Tesla’s Market Cap Is Science Fiction

America’s snazziest EV is up 40% this year. And while you’ll be hard pressed to find one on a road outside of California, Tesla is growing in new, high tech areas like solar, power generation and Elon Musk’s pet project, the hyper loop. Tesla wants to be more than just a vehicle manufacturer. And perhaps this is why it has a bigger market cap than Ford by about $3 billion. But guess who sells way more cars and trucks than Tesla?

Florida based ValuEngine says its time investors take profits on Tesla. ValuEngine runs a proprietary model that seeks out undervalued stocks that are “not cheap for a reason”. On the flip side, the model finds stocks that are getting too expensive based on a number of factors including price-to-book, and sales ratios. Tesla continues to lose money despite sales of $7 billion last year.

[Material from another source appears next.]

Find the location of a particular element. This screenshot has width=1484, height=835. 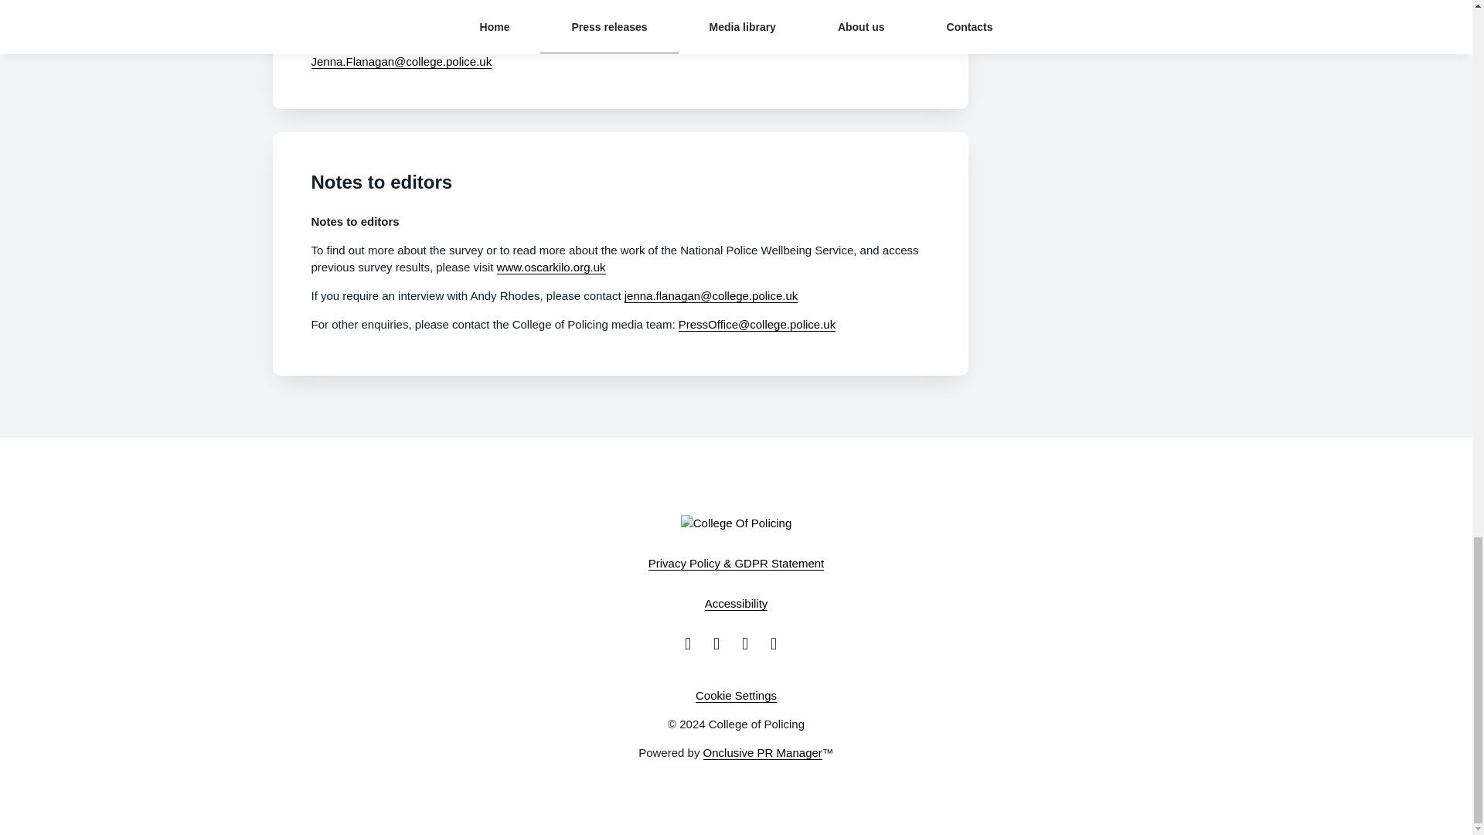

Facebook is located at coordinates (693, 643).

ValuEngine put out their sale call out on April 13. The stock is up roughly 1% since then and has lost about $5 billion in market cap since April 10. Back then it had around $53 billion in market cap. It’s $48.3 billion currently. ValuEngine models are convinced: Tesla underperforms the benchmark for the next 12 months.

Investors love Tesla. They see Musk as building a transportation company of the future. Thanks to the star power of its billionaire owner, investors are willing to pay around 270x forward earnings for it, rather than 6x for GM or 7x for Ford.

“That’s a big assumption for any company, let alone one whose products–with the exception of the cars it can produce–are largely speculative, unproven, and far from being market ready,” says Steve Hach, an investment writer for ValuEngine. Hach basically translates ValuEngine’s Ivy League quant brain into digestible bits of tradable info.

On the market cap side of things, Tesla’s market cap is like Musk’s hyperloop: science fiction.

Tesla reportedly sold only 76,000 cars last year while Ford sold 2.6 million and GM sold over 3 million vehicles.

“Our models do not run on sentiments, hope for the future, or any other subjective measures,” says Hach. “They can only digest hard financial data like earnings, past price movements and other things. So, despite bullish investor sentiment, we do not rate this company as a worthy investment right now. Their valuation is particularly worrisome.”